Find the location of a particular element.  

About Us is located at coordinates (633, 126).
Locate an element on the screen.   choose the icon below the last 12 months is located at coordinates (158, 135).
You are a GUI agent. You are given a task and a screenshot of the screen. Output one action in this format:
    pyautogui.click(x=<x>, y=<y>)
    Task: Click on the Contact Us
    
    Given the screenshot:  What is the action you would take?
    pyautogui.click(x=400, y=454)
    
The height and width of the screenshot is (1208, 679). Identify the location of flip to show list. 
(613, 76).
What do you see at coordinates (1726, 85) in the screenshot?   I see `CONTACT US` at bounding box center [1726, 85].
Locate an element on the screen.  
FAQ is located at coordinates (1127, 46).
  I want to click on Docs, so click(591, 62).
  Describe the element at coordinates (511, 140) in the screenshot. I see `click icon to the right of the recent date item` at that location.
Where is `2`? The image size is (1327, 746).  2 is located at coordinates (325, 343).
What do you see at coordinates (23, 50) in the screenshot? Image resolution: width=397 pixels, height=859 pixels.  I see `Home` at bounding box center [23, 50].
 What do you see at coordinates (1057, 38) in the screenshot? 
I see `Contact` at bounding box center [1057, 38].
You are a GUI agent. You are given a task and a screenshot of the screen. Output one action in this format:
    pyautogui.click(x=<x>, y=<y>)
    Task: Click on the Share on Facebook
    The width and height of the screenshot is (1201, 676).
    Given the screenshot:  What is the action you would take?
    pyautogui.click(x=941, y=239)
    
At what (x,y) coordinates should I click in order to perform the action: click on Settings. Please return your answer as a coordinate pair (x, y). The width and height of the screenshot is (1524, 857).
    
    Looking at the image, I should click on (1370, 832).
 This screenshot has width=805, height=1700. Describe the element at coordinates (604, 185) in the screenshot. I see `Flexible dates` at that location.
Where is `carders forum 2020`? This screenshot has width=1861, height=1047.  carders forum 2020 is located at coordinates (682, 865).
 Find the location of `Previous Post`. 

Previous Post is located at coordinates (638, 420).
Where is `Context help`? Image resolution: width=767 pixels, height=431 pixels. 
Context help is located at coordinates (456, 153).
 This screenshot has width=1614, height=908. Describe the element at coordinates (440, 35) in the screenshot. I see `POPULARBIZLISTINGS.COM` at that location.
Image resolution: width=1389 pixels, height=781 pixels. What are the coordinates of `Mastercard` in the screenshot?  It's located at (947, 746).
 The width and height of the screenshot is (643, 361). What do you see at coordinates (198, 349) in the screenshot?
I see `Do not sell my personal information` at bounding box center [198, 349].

════════

**Work item**
Word for word, quote the lines from the line containing "Image resolution: width=1389" through the end of the material, both included, and nothing else.

**Exercise solution**
Image resolution: width=1389 pixels, height=781 pixels. What are the coordinates of `Mastercard` in the screenshot?  It's located at (947, 746).
 The width and height of the screenshot is (643, 361). What do you see at coordinates (198, 349) in the screenshot?
I see `Do not sell my personal information` at bounding box center [198, 349].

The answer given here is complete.